Sea cucumbers have been overharvested for centuries. At the same time, coral reefs have declined as well. Research suggests that saving the former may help restore the latter.
Mark Gibbs, Australian Institute of Marine Science
Around the world, coral reefs are suffering. But scientists in high-income nations are developing new ways to build coral resilience. We have a duty to share our skills and build capacity elsewhere.
Overall, coastal habitat restoration greatly increases animal numbers and diversity.
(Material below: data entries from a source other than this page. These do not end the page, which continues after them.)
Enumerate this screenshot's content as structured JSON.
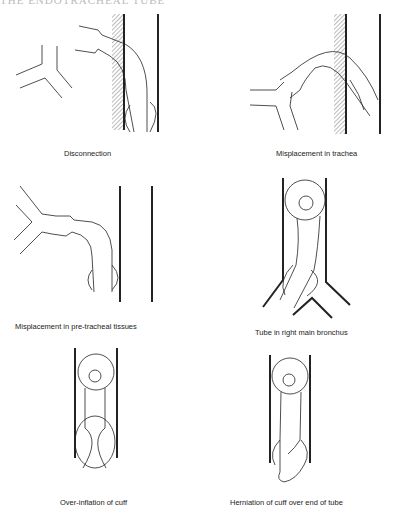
{
  "header": {
    "text": "THE ENDOTRACHEAL TUBE"
  },
  "figures": [
    {
      "id": "disconnection",
      "caption": "Disconnection"
    },
    {
      "id": "misplacement-trachea",
      "caption": "Misplacement in trachea"
    },
    {
      "id": "misplacement-pretracheal",
      "caption": "Misplacement in pre-tracheal tissues"
    },
    {
      "id": "right-main-bronchus",
      "caption": "Tube in right main bronchus"
    },
    {
      "id": "over-inflation",
      "caption": "Over-inflation of cuff"
    },
    {
      "id": "herniation",
      "caption": "Herniation of cuff over end of tube"
    }
  ],
  "colors": {
    "ink": "#222222",
    "hatch": "#888888"
  }
}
But not all projects deliver the goods and we need to find out why.
Healthy corals like these on Australia’s Lady Elliot Reef could disappear by the 2030s if climate change is not curbed.
Rebecca Spindler
Just as the world’s zoos breed critically endangered animals in captivity to repopulate the wild, scientists are building a global effort to freeze corals for reef restoration.
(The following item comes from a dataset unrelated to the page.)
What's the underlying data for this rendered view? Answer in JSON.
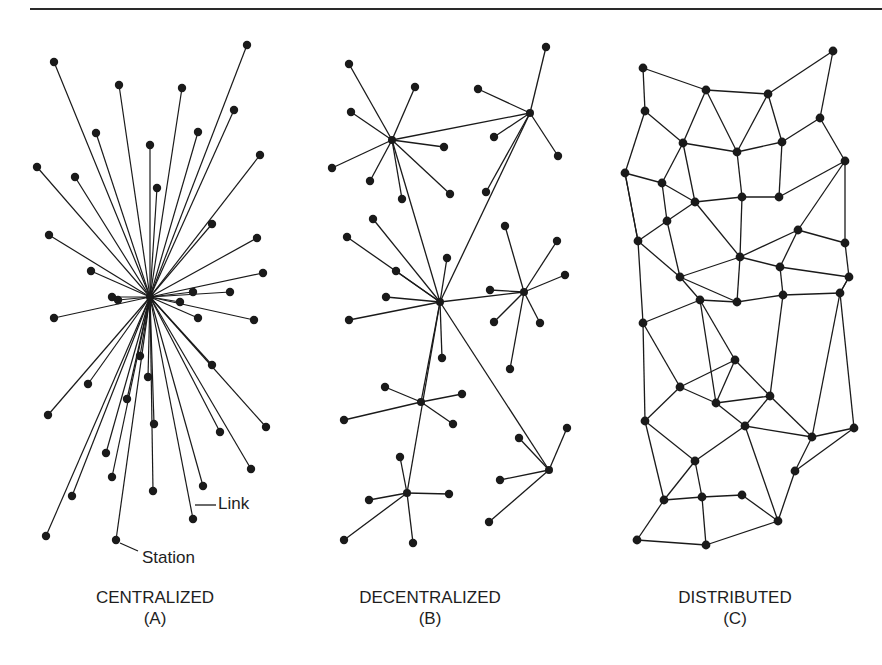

Coral bleaching in a shallow lagoon of French Polynesia.
Damsea/Shutterstock
Artificial reef stars have been added to damaged coral reefs in Sulawesi, Indonesia. A new study shows that within just four years, restored reefs are thriving as much as healthy reefs.
The best strategy to protecting Earth’s coral reefs is to dramatically cut greenhouse gas emissions. But in the meantime, we must urgently make corals more resilient.
Tracked hawksbill turtles revealed that they feed at depths of 30-60 metres on remote banks of the Chagos Archipelago.
Jeanne A Mortimer
Photogrammetry, a technique where 3D information is extracted from photographs, is reducing the guesswork in counting – and understanding – the world below the ocean surface.
The bow of the U.S. Coast Guard cutter Duane, a decommissioned ship deliberately sunk off Florida to serve as an artificial reef.
Stephen Frink via Getty Images
Artificial reefs are structures that humans put in place underwater that create habitat for sea life. A new study shows for the first time how much of the US ocean floor they cover.
Fish swim in a reef at Pearl and Hermes Atoll in the Northwestern Hawaiian Islands.
AP Photo/Jacob Asher
Reef sculptures are a form of artifical reef: man-made structures placed into an aquatic environment to mimic certain characteristics of a natural reef.
A photo of bleached coral in Raja Ampat, West Papua.
(Shutterstock)
Severe bleaching is forecast to hit 12 Indonesian marine protected areas every year by 2030 – then spread to other areas. Here’s what locals, experts and the government say we need to do to save them.
Nature’s ultimate coral predator could benefit from climate change by surviving heatwaves and lie in wait for the right moment to feast on the reef.
A bleaching event at a reef in Key Largo, Fla. The complex interplay of temperature and cloud cover is at the heart of cloral bleaching events.
(Liv Williamson/University of Miami Rosenstiel School of Marine, Atmospheric, and Earth Science via AP)
Understanding how both cloud cover and temperature work to promote coral bleaching provides valuable insight into how reefs will change over various climate scenarios.
Coral impacted by excess nutrients in the Great Barrier Reef.